Many studies have found smokers’ quit history to correlate with quitting smoking, but little is known about the psychological processes explaining this relationship. Data from 4000 Dutch smokers demonstrate that quit history affects beliefs about stopping and (b) the degree to which self-efficacy predicts quit intention. It seems that a relatively unsuccessful history of prior quit attempts reduces self-efficacy over quitting and strengthens the relationship of self-efficacy with the intention to quit. Multiple levels of influence should be considered in interventions aimed at the adolescent smoker, including psychological, addiction, peer and parental influences. However, the mechanism by which these variables influence the process of smoking cessation in adolescents is not well elucidated. Instead of a direct relation, parental and peers smoking were inversely related to smoking cessation through tobacco dependence.

Tobacco dependence might function as a barrier to smoking cessation.
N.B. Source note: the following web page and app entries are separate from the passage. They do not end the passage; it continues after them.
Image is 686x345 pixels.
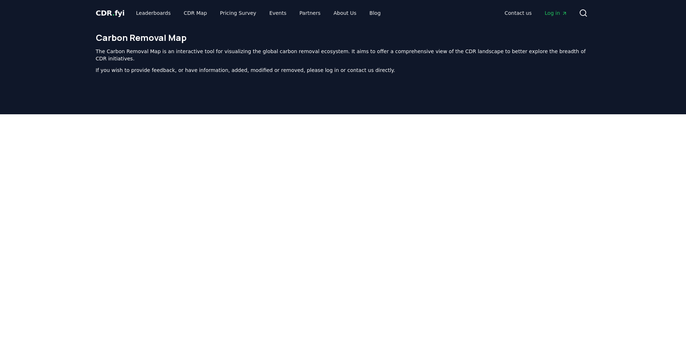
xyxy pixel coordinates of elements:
[545,9,567,17] span: Log in
[130,7,176,20] a: Leaderboards
[130,7,386,20] nav: Main
[214,7,262,20] a: Pricing Survey
[499,7,573,20] nav: Main
[328,7,362,20] a: About Us
[96,9,125,17] span: CDR fyi
[294,7,326,20] a: Partners
[499,7,537,20] a: Contact us
[264,7,292,20] a: Events
[112,9,115,17] span: .
[96,48,590,62] p: The Carbon Removal Map is an interactive tool for visualizing the global carbon removal ecosystem...
[96,32,590,43] h1: Carbon Removal Map
[364,7,387,20] a: Blog
[96,67,590,74] p: If you wish to provide feedback, or have information, added, modified or removed, please log in o...
[539,7,573,20] a: Log in
[96,8,125,18] a: CDR.fyi
[178,7,213,20] a: CDR Map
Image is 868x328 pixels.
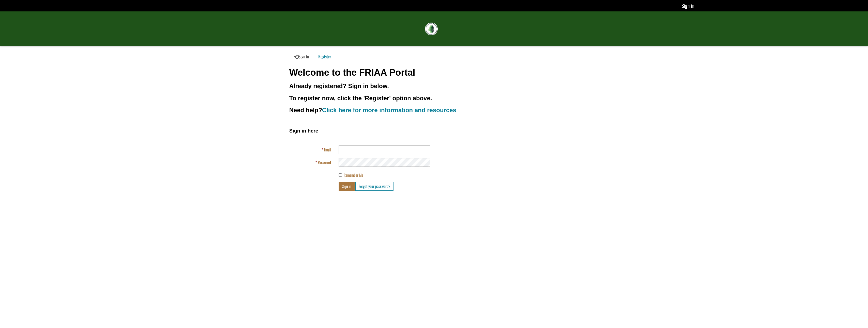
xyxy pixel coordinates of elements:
h1: Welcome to the FRIAA Portal [289,68,579,77]
button: Sign in [339,182,355,191]
a: Sign in [682,2,695,9]
img: FRIAA Submissions Portal [425,23,438,35]
span: Password [318,159,331,165]
input: Remember Me [339,173,342,177]
span: Email [324,147,331,152]
a: Register [314,51,335,62]
h3: To register now, click the 'Register' option above. [289,95,579,101]
h3: Already registered? Sign in below. [289,83,579,89]
a: Click here for more information and resources [322,107,456,113]
span: Remember Me [344,172,363,177]
h3: Need help? [289,107,579,113]
a: Sign in [290,51,313,62]
a: Forgot your password? [355,182,394,191]
span: Sign in here [289,128,318,134]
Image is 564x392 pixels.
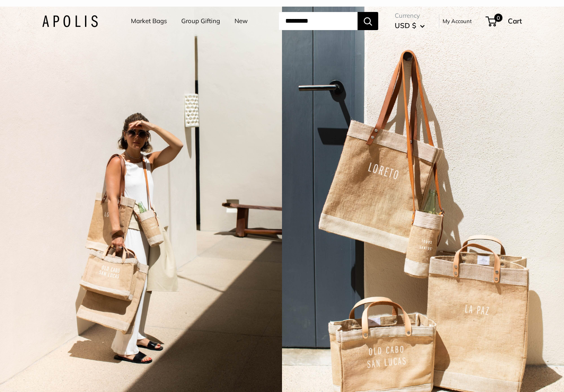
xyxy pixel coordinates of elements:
span: Currency [395,10,425,22]
span: 0 [495,14,503,22]
a: Group Gifting [181,15,220,27]
span: USD $ [395,21,417,30]
button: USD $ [395,19,425,32]
input: Search... [279,12,358,30]
a: My Account [443,16,472,26]
a: Market Bags [131,15,167,27]
a: New [234,15,248,27]
span: Cart [508,17,522,25]
button: Search [358,12,379,30]
a: 0 Cart [487,14,522,27]
img: Apolis [42,15,98,27]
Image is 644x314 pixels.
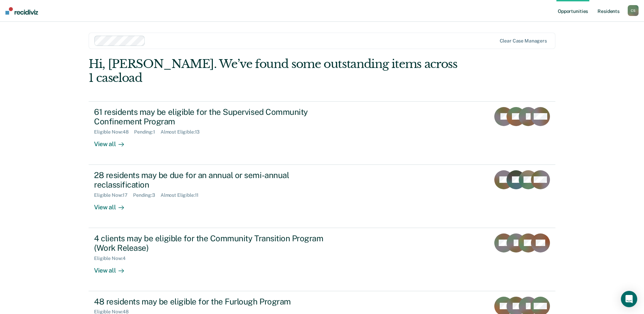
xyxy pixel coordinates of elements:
[94,198,132,212] div: View all
[628,5,639,16] button: CS
[94,297,332,307] div: 48 residents may be eligible for the Furlough Program
[94,135,132,148] div: View all
[160,129,205,135] div: Almost Eligible : 13
[134,129,160,135] div: Pending : 1
[94,107,332,127] div: 61 residents may be eligible for the Supervised Community Confinement Program
[89,57,462,85] div: Hi, [PERSON_NAME]. We’ve found some outstanding items across 1 caseload
[628,5,639,16] div: C S
[94,129,134,135] div: Eligible Now : 48
[89,101,555,165] a: 61 residents may be eligible for the Supervised Community Confinement ProgramEligible Now:48Pendi...
[89,228,555,291] a: 4 clients may be eligible for the Community Transition Program (Work Release)Eligible Now:4View all
[94,192,133,198] div: Eligible Now : 17
[94,170,332,190] div: 28 residents may be due for an annual or semi-annual reclassification
[621,291,637,307] div: Open Intercom Messenger
[5,7,38,15] img: Recidiviz
[499,38,547,44] div: Clear case managers
[133,192,160,198] div: Pending : 3
[94,261,132,274] div: View all
[94,256,131,261] div: Eligible Now : 4
[160,192,205,198] div: Almost Eligible : 11
[89,165,555,228] a: 28 residents may be due for an annual or semi-annual reclassificationEligible Now:17Pending:3Almo...
[94,233,332,253] div: 4 clients may be eligible for the Community Transition Program (Work Release)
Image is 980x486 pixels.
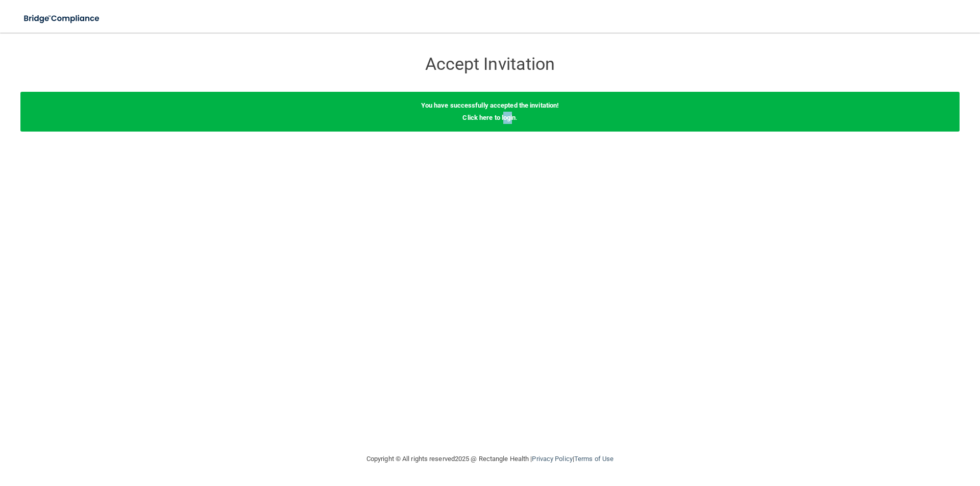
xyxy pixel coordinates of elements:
iframe: Drift Widget Chat Controller [803,414,968,454]
a: Terms of Use [574,455,613,463]
div: Copyright © All rights reserved 2025 @ Rectangle Health | | [304,443,676,475]
h3: Accept Invitation [304,55,676,74]
a: Click here to login [462,114,515,122]
div: . [21,92,959,131]
a: Privacy Policy [532,455,572,463]
b: You have successfully accepted the invitation! [421,102,559,109]
img: bridge_compliance_login_screen.278c3ca4.svg [15,8,109,29]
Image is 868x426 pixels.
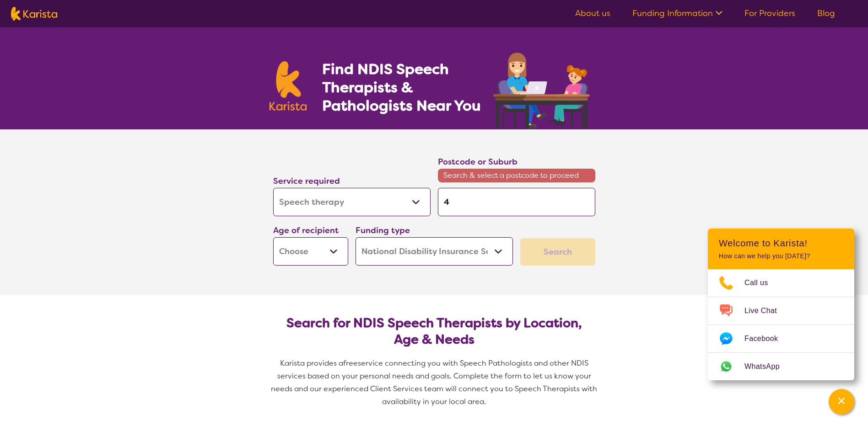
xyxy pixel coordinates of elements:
span: service connecting you with Speech Pathologists and other NDIS services based on your personal ne... [271,358,599,406]
h1: Find NDIS Speech Therapists & Pathologists Near You [322,60,491,115]
img: Karista logo [11,7,57,21]
span: Facebook [744,332,788,346]
a: For Providers [744,8,795,18]
label: Age of recipient [273,225,339,236]
div: Channel Menu [708,229,854,380]
span: free [343,358,358,368]
span: WhatsApp [744,360,791,374]
h2: Welcome to Karista! [719,238,843,249]
p: How can we help you [DATE]? [719,252,843,260]
button: Channel Menu [828,389,854,415]
label: Postcode or Suburb [438,156,518,167]
h2: Search for NDIS Speech Therapists by Location, Age & Needs [280,315,588,348]
span: Search & select a postcode to proceed [438,168,595,182]
input: Type [438,188,595,216]
img: speech-therapy [486,49,599,129]
a: About us [575,8,610,18]
label: Funding type [356,225,410,236]
img: Karista logo [269,61,307,110]
a: Blog [817,8,835,18]
a: Web link opens in a new tab. [708,353,854,380]
span: Live Chat [744,304,788,318]
label: Service required [273,176,340,186]
span: Call us [744,276,779,290]
a: Funding Information [632,8,722,18]
ul: Choose channel [708,269,854,380]
span: Karista provides a [280,358,343,368]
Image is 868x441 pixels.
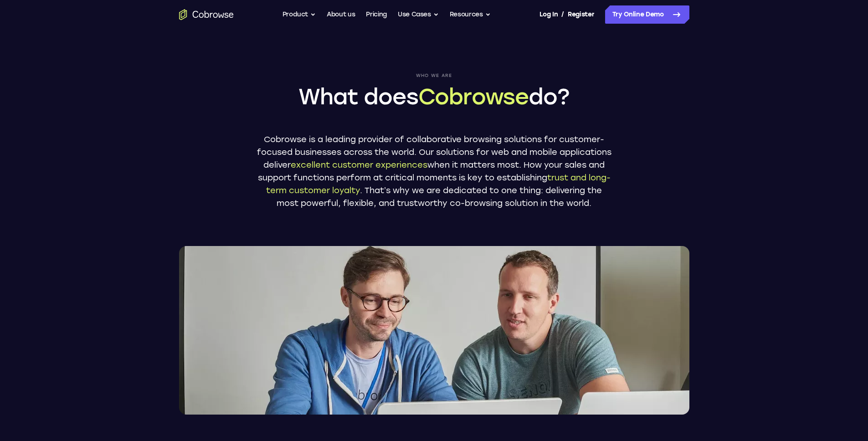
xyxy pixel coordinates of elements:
a: Pricing [366,5,387,24]
span: / [561,9,564,20]
span: Who we are [257,73,612,78]
img: Two Cobrowse software developers, João and Ross, working on their computers [179,246,690,415]
h1: What does do? [257,82,612,111]
a: Log In [540,5,558,24]
button: Resources [450,5,491,24]
a: About us [327,5,355,24]
span: Cobrowse [418,83,529,110]
button: Product [282,5,316,24]
p: Cobrowse is a leading provider of collaborative browsing solutions for customer-focused businesse... [257,133,612,209]
a: Try Online Demo [605,5,690,24]
a: Register [568,5,594,24]
span: excellent customer experiences [291,160,428,170]
a: Go to the home page [179,9,234,20]
button: Use Cases [398,5,439,24]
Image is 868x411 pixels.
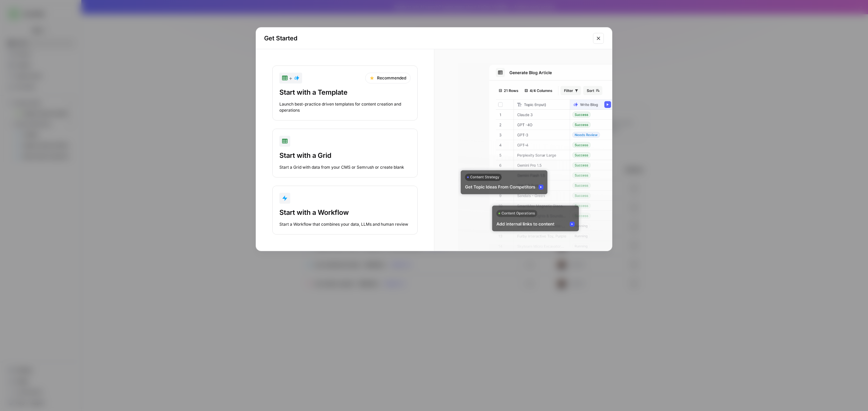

Nicotine dependence, in particular withdrawal, was related to a high number of quit attempts and to remaining a current smoker. The urgent need for nicotine, craving for nicotine, smoking to avoid withdrawal, and the expectation of increased appetite or weight gain correctly classified smoking status in 72.1% of individuals through logistic regression analysis. Nicotine dependence is a strong factor that may partly explain the failure of a subpopulation of smokers to live abstinent. Population-based interventions should include measures of tobacco control and brief interventions carried out, for example, by experts in health care.

In most developed countries, a significant part of the population is still smoking despite comprehensive tobacco control policies. Among other reasons, many smokers may endorse self-exempting beliefs that help them to deny the smoking hazards for themselves. Self-exempting beliefs were quite widespread among participants and two of them were significant predictors of a low readiness to quit: considering that one’s cigarette consumption is too low to be harmful and believing that one’s way of smoking can protect from smoking-related diseases. Future nicotine control messages and interventions should specifically address these self-exempting beliefs that reduce smokers’ cognitive dissonance and then inhibit their willingness to stop.